Seen as this has devolved into 'Girls in Movies again'...
I'm against gender-bent reboots. What's the point of releasing the same movie when all that has changed is the gender of a character? To me, it means nothing about diversity. Ghostbusters is as much about the characters played by Murray et al, as it is about anything else. Changing their genders doesn't work for me. I feel similarly about changing the race or sexual orientation of characters who are already established. No black James Bond please.
Having said that - and assuming you can all get past the inevitable rage at the above - I DO firmly believe there should be more female and ethic minority leads in movies, comics, TV shows, whatever. But this needs to be done with fresh, original characters with their own history and their own characteristics appropriate to the actor/actress in the role.
To this end, I think Jyn and Rey were brilliant introductions to the franchise. We had Luke, Han, Obi-wan and Anakin and they were great. Well, maybe not Anakin. But these look great, and I can't wait to see this movie.
TL:DR - Jyn good, movie looks good, hurry December.
Racebending already happens enough when characters are whitewashed. Ghost in The Shell, for example - OK, Kusanagi is a cyborg, sure, and a white actress playing a Japanese brain in an off-the-shelf-with-some-upgrades full body prosthesis would be clever. IF Hollywood hadn't had a long history of simply erasing Asian ethnicities. I agree with George Takei - write a character that shows what you want them to show. Don't fiddle with it because it'll score you diversity points.
Shows like the Expanse do it right. The book says we need a 6 foot Polynesian woman with muscles. We go find a 6 foot Polynesian woman with muscles.
When I write my characters, I don't tick checkboxes. I don't have to tick checkboxes because I have all kinds of diverse people to draw inspiration from. You want an interplay of sufficiently different people to give your story volume.
Also, you know what my wife's comment was?
Star Wars is too human-centric, including Rogue One.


**About this exercise:** Read through the entries below and copy each line where "plot" turns up.
* * * * *
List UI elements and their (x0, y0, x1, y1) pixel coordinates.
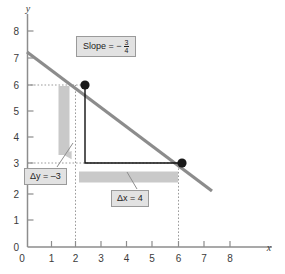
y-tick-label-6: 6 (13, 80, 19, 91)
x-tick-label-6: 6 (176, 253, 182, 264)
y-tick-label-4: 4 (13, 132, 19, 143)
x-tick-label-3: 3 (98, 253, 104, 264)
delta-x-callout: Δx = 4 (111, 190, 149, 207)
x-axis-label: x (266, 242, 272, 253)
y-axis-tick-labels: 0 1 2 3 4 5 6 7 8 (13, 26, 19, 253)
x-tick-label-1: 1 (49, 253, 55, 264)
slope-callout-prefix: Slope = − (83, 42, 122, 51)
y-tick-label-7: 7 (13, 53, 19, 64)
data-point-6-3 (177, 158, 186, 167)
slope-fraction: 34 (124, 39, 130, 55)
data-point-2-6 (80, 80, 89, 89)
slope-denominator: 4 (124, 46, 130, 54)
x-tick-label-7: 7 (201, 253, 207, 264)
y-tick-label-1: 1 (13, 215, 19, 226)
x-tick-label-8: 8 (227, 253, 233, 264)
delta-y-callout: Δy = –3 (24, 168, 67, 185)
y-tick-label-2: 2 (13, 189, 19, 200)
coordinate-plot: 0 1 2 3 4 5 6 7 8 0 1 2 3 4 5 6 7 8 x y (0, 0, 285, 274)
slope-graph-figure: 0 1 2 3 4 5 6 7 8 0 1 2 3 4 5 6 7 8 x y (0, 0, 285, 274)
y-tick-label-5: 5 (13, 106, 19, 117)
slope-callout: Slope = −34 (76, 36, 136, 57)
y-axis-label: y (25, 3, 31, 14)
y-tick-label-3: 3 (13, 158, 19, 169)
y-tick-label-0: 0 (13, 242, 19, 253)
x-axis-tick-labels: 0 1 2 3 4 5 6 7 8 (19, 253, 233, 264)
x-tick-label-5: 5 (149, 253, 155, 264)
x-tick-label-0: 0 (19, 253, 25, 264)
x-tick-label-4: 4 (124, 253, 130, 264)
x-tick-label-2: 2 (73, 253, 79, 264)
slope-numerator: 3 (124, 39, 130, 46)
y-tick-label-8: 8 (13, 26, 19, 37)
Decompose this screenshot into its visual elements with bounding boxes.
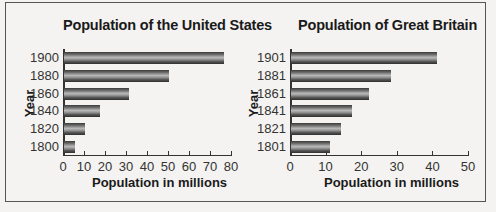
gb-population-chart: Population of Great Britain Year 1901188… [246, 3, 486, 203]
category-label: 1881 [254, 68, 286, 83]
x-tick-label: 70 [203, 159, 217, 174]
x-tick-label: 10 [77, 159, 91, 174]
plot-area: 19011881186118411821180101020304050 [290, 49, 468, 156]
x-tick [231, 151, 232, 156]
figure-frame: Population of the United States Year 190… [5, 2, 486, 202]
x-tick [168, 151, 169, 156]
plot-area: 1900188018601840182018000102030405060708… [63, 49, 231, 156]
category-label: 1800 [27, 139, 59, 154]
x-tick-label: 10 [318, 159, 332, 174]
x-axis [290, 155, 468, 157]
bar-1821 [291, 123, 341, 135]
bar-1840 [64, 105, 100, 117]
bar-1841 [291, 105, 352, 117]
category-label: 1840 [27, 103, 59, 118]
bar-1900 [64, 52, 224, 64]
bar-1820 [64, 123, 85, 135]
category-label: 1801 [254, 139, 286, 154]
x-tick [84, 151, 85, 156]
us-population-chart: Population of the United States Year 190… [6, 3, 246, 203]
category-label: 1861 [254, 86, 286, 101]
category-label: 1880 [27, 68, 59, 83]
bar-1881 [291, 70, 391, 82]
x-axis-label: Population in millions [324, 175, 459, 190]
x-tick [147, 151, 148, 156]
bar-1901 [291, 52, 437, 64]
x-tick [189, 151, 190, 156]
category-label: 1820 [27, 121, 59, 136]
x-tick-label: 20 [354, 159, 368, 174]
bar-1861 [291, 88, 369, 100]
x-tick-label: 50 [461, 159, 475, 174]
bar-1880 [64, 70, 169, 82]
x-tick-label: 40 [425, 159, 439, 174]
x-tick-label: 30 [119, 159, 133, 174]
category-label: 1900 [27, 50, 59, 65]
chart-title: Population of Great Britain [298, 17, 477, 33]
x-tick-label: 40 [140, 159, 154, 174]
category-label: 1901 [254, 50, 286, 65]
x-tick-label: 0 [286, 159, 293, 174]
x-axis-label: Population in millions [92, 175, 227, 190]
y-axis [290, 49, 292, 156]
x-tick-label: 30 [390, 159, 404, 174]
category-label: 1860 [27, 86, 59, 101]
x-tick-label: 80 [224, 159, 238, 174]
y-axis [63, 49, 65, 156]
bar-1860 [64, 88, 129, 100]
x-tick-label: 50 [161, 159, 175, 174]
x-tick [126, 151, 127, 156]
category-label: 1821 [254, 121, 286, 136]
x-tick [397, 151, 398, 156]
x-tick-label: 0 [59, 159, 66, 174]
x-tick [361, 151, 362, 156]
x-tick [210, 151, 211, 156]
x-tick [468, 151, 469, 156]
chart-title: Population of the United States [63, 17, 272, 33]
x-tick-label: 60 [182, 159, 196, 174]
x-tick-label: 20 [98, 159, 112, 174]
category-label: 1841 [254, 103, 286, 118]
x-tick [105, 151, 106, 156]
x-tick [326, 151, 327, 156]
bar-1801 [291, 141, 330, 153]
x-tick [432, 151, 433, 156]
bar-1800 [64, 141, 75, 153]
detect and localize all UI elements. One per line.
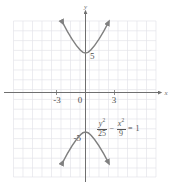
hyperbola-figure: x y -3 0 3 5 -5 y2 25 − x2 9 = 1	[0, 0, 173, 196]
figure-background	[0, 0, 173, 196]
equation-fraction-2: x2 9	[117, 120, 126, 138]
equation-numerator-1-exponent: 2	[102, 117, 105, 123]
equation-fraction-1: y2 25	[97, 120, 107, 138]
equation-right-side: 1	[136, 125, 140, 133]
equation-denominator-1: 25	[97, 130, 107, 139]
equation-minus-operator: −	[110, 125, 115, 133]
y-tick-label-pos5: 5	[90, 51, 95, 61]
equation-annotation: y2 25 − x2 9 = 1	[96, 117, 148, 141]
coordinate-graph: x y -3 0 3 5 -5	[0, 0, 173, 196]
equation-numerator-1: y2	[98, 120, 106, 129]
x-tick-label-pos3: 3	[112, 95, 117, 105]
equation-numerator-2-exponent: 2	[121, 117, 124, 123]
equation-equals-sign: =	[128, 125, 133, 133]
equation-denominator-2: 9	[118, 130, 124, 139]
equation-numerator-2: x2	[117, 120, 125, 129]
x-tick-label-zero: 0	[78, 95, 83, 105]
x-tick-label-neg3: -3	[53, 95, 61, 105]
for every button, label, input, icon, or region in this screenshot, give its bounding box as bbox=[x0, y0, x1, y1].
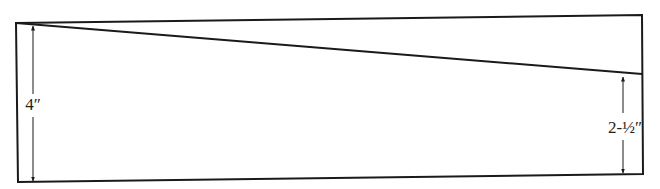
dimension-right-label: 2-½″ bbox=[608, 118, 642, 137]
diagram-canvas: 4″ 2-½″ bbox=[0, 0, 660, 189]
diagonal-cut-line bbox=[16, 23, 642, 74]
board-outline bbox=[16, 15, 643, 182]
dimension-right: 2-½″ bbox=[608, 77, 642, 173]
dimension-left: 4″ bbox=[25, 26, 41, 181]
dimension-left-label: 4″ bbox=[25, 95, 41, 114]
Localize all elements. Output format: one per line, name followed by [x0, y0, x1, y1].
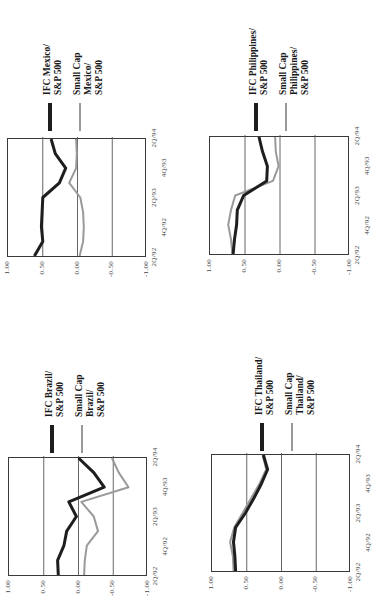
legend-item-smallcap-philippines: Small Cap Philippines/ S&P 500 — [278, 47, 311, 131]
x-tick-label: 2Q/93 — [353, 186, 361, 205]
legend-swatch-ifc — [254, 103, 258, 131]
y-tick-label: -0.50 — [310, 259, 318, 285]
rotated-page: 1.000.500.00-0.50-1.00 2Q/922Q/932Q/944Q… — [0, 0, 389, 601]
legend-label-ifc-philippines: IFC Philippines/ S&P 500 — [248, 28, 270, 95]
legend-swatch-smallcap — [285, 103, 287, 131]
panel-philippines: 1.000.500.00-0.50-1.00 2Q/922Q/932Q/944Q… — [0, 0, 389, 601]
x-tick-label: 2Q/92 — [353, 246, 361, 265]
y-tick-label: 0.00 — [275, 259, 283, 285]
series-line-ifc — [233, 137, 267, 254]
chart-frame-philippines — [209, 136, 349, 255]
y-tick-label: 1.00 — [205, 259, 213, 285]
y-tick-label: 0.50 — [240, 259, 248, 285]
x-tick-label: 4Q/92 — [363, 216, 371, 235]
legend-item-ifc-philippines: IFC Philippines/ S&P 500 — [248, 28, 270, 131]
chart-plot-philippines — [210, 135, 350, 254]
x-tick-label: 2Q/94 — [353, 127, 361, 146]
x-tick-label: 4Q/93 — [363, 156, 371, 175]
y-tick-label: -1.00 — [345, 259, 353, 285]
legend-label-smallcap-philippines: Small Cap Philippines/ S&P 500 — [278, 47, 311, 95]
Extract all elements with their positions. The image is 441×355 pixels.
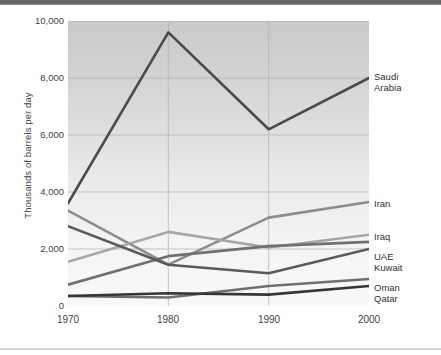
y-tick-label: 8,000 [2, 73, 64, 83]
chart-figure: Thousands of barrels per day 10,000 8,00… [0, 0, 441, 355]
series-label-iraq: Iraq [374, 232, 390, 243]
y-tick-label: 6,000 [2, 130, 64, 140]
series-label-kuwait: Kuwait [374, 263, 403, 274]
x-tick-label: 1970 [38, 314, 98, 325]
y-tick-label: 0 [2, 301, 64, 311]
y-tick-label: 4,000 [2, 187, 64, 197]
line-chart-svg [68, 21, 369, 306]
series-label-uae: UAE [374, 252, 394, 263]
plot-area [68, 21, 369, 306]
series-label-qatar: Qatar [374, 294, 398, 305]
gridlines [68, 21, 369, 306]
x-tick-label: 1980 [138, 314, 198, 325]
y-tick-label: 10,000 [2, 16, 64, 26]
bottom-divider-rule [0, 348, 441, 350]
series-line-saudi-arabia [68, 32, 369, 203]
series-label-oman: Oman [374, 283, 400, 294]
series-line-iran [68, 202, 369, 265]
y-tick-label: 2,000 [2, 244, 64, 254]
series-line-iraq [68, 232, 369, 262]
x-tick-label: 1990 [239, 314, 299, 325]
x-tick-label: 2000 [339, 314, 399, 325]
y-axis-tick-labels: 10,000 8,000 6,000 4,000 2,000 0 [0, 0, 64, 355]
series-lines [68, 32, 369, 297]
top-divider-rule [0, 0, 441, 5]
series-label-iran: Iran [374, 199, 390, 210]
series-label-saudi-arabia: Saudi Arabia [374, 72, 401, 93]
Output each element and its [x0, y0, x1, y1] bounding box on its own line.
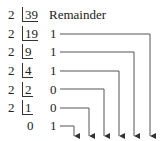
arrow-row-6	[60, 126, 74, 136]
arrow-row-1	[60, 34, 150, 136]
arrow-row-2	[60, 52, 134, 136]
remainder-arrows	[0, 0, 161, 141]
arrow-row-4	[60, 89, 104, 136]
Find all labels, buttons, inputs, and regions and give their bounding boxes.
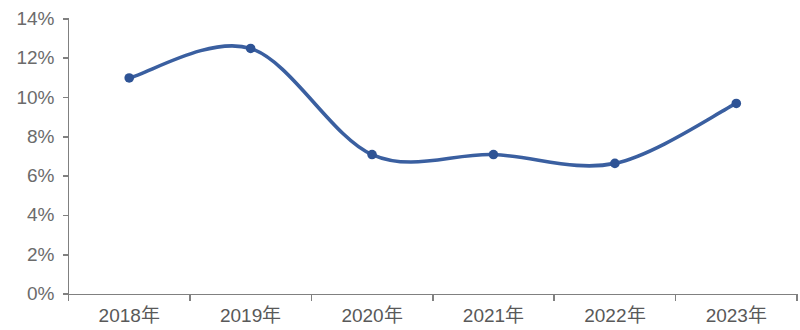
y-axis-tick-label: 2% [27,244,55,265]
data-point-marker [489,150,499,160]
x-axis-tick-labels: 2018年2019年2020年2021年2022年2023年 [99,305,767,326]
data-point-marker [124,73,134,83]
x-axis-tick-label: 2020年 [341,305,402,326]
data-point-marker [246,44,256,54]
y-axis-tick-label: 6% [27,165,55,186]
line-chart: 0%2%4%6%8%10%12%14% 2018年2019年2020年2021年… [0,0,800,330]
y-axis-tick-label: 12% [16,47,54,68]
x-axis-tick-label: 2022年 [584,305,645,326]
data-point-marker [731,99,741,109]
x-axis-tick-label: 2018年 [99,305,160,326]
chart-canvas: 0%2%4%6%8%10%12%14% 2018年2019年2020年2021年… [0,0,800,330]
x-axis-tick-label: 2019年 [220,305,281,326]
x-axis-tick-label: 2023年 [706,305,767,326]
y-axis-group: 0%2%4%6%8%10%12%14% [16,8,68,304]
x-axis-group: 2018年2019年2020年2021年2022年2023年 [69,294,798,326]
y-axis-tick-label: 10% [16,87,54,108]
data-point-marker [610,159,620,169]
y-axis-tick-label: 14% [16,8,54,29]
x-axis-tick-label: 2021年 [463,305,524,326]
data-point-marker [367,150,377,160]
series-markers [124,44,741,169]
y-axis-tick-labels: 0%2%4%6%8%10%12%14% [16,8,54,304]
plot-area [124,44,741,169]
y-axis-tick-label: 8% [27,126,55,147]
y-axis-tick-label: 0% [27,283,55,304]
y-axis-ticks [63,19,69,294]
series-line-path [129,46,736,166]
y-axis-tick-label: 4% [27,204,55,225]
* * * * *
**Reply:**
coordinate-plot: 0 1 2 3 4 5 6 7 8 0 1 2 3 4 5 6 7 8 x y (0, 0, 285, 274)
plot-area: 19011881186118411821180101020304050 [290, 49, 468, 156]
plot-area: 1900188018601840182018000102030405060708… [63, 49, 231, 156]
chart-plot-philippines — [210, 135, 350, 254]
plot-area [68, 21, 369, 306]
plot-area [124,44,741,169]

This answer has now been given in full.